Seeking MAPs in December, only to fall short, would not be good for Ukraine or Georgia or for their long-term NATO prospects. Likewise, it would not be good for the U.S. government to make a big diplomatic push to persuade allies to agree to MAPs – and fail again, as it did in Bucharest.
Pifer outlines his own Plan B proposal here.
The US State Department appears to have come to the same conclusion that a December MAP is out of the picture; US Ambassador to Ukraine William Taylor announced this week that Ukraine may still qualify for a MAP in 2009, according to Trend News. Taylor qualified this statement by saying progress in Ukraine’s bid for NATO membership will require evidence of political stability in a country that has been far from politically cohesive in past months or years.

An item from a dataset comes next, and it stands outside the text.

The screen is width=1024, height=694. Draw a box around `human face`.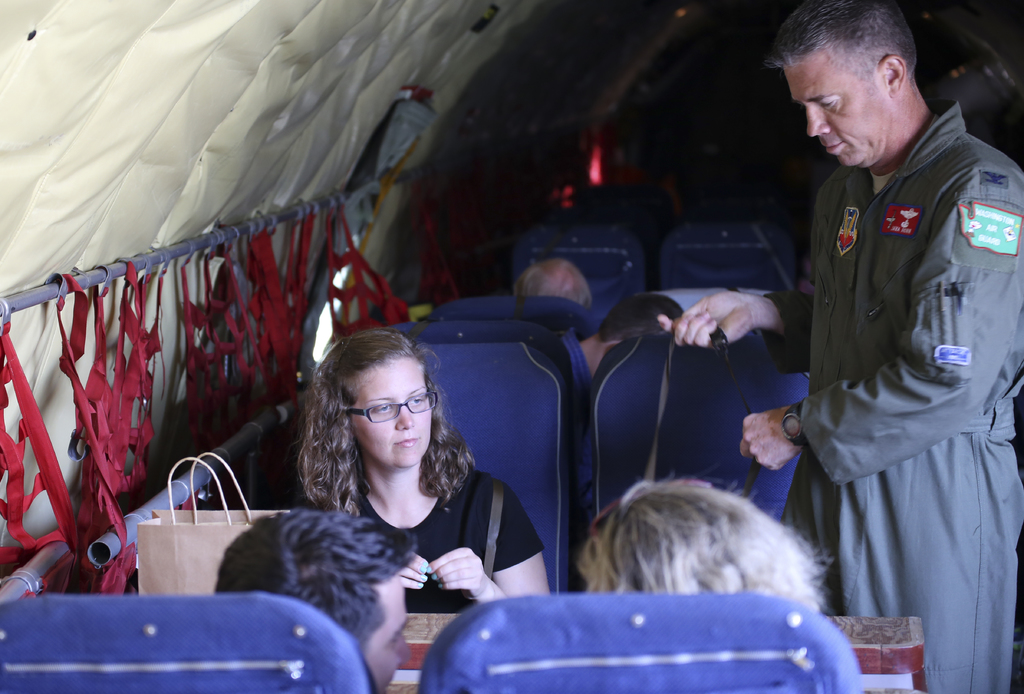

While working at NATO during the Bucharest Summit in April, I felt there was strong sentiment in the NATO corridors that both Georgia and Ukraine would achieve MAPs this December. The US pushed hard for the two countries to be granted MAPs at Bucharest, but these ambitions were vetoed by skeptical countries like Germany, certainly heavily influenced by Russian opposition. It was determined however that the MAP issue would be revisited in December, and all Allies agreed the question is not if Ukraine and Georgia will become NATO Allies, but when.

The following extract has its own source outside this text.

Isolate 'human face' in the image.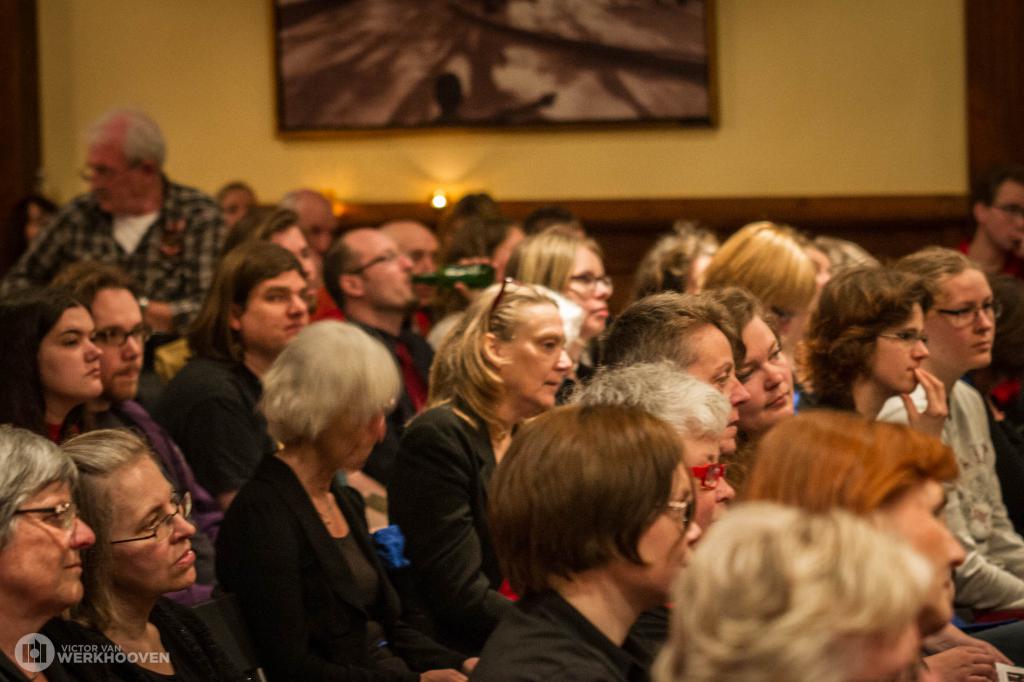
Isolated region: crop(644, 459, 698, 601).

Given Russia’s invasion of Georgia and Ukraine’s disastrous political infighting, it may seem the skeptics were right to hold off for now. In fact, Taylor’s suggestion of a 2009 MAP for Ukraine may be over-optimistic in itself, according to Taria Kuzio who published an op-ed, highly critical of President Yushchenko, in the Kyiv Post:
If Yushchenko follows Leonid Kravchuk in serving only one presidential term, then the last chance he has of fulfilling his dream of being the president who takes Ukraine into the preparatory stage of NATO membership will be in 2009, his last year in office. Ukraine, though, could also fail the test of political stability in April 2009, during NATO’s 60th anniversary summit when Ukraine and Georgia could again come under consideration for membership action plans.

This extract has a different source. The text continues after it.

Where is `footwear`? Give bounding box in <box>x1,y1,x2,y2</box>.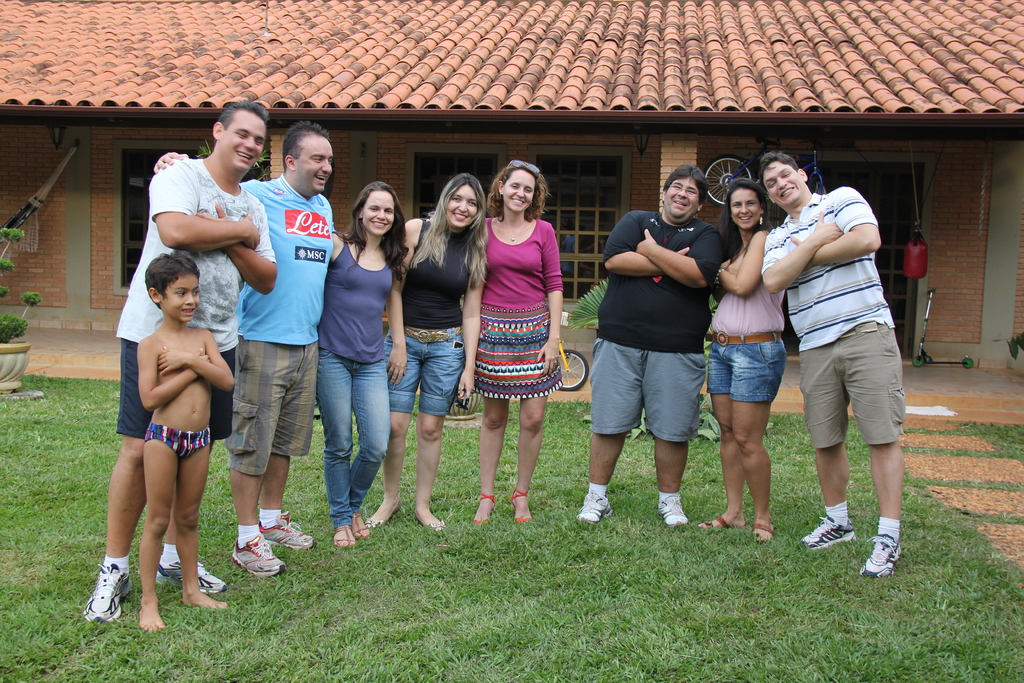
<box>356,514,372,545</box>.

Yushchenko’s preference for pre-term elections over compromise, because of his loathing of [Prime Minister] Tymoshenko, means that a new parliamentary coalition and government will not be in place until March 2009, a month before the NATO anniversary and too little time to show NATO doubters, like Germany, that Ukraine is politically stable.
It seems like Georgia and Ukraine's bids for NATO membership have been bundled together up to this point; it may be time to change this. Georgia and Ukraine are two different countries in different political situations, and each may very well progress toward NATO membeship at its own pace.
Popular support for NATO membership in Ukraine currently and consistently hovers in the low and below 30 percentile; it is hard to imagine Ukraine will be an ideal candidate for NATO membership in 2009, even if it does get its political house in order.
On the other hand, with some 70% of Georgians desiring NATO Membership, Georgia's leadership and population are motivated to join the Alliance. The Allies should leverage this motivation to encourage positive democratic reforms within Georgia, while moving it closer to NATO membership as previously promised. NATO's decision regarding Georgia's membership should be determined by Georgia's actions, not Russia -- by whether or not Georgia progresses toward meeting the qualifications of a good NATO Ally.